Deploy AI-Powered Deepfake Detection Tools

Purpose-built deepfake detection systems analyze micro-expressions, spectral audio patterns, lighting inconsistencies, and metadata anomalies that humans cannot reliably catch. These tools are increasingly embedded in video conferencing platforms and identity verification pipelines.

Implement Multi-Person Authorization for High-Value Transactions

High-value financial transactions should require sign-off from multiple individuals, regardless of the apparent authority of the requester. This policy eliminates single-point-of-failure scenarios like the Arup attack.

Run Updated Security Awareness Training

A 2024 survey found that more than 50% of employees have had no training on recognizing deepfake fraud attempts. Organizations should run regular simulations and awareness campaigns that cover voice call scenarios and video conference impersonation drills, not just phishing emails. Critically, training must be updated to reflect the 2026 reality: that a convincing, artifact-free voice or video is no longer proof of authenticity.

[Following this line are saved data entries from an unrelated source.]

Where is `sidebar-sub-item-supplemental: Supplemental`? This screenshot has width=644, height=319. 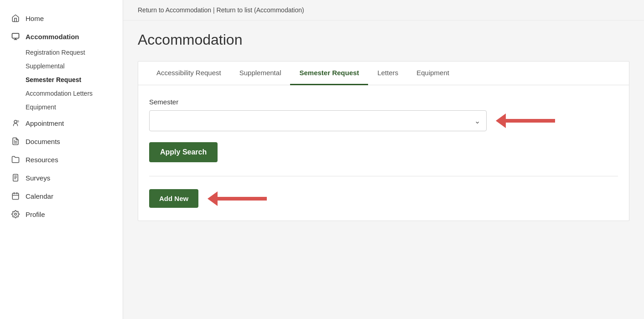
sidebar-sub-item-supplemental: Supplemental is located at coordinates (61, 66).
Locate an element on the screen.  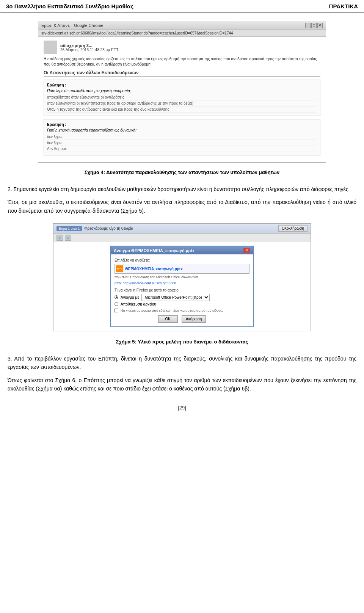
section-title: Οι Απαντήσεις των άλλων Εκπαιδευόμενων is located at coordinates (182, 74).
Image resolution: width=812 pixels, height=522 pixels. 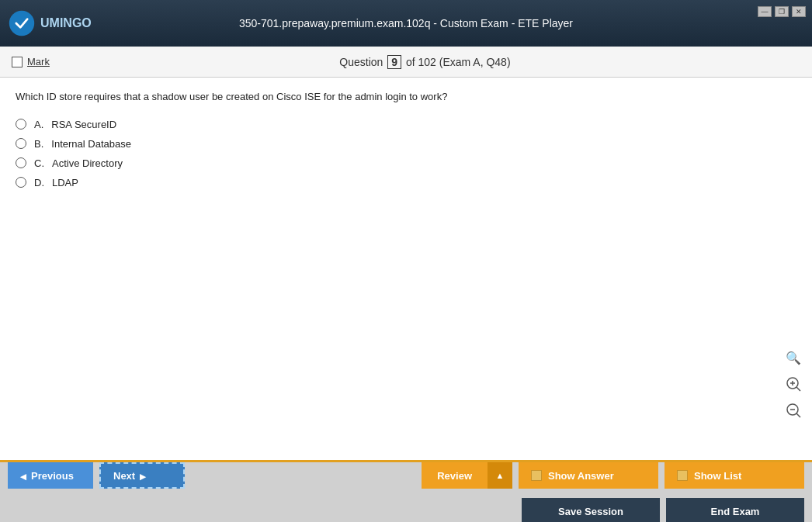 What do you see at coordinates (394, 62) in the screenshot?
I see `question-number-badge: 9` at bounding box center [394, 62].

Implementing a structured security governance and awareness framework ensures this training is consistent, measurable, and updated as the threat evolves.

Prepare an Incident Response Plan for Real-Time Fraud

Given that deepfake attacks can unfold in real time, a well-rehearsed incident response plan is essential. This includes predefined escalation paths, communication lockdowns, and forensic investigation procedures, including who has authority to pause a financial transaction mid-execution if fraud is suspected.

Adopt Digital Watermarking and Content Authentication Standards

Emerging standards like the Coalition for Content Provenance and Authenticity (C2PA) are developing cryptographic frameworks to attach verifiable origin metadata to media at the point of creation. While adoption is still maturing, forward-looking security teams are beginning to integrate content provenance into their digital trust strategies.

The Regulatory and Legal Landscape

Governments are beginning to respond. The United States passed the TAKE IT DOWN Act in May 2025, requiring platforms to remove non-consensual intimate deepfake content. Multiple U.S. states have enacted laws criminalizing deepfake use in elections and for individual defamation. The European Union’s AI Act also addresses synthetic media disclosure obligations.

However, enforcement remains nascent and the pace of regulation struggles to match the pace of the technology. Organizations should not wait for legal frameworks to mature before building their own defenses.

The Bottom Line

Deepfake attacks are the fundamental shift where the attacker’s most powerful weapon is not a zero-day exploit, but a convincing lie delivered in a familiar face and voice. The technology is increasingly accessible, the financial stakes are enormous, and human intuition alone is no longer a reliable defense.

Staying protected requires a layered approach: technical detection tools, rigorous process controls, ongoing employee education, and a security posture built on the assumption that even trusted contacts can be impersonated.

Deepfake attacks are accelerating. Don’t wait for a $25 million wake-up call.

Get Started with Ampcus Cyber’s Threat Intelligence and Governance Services.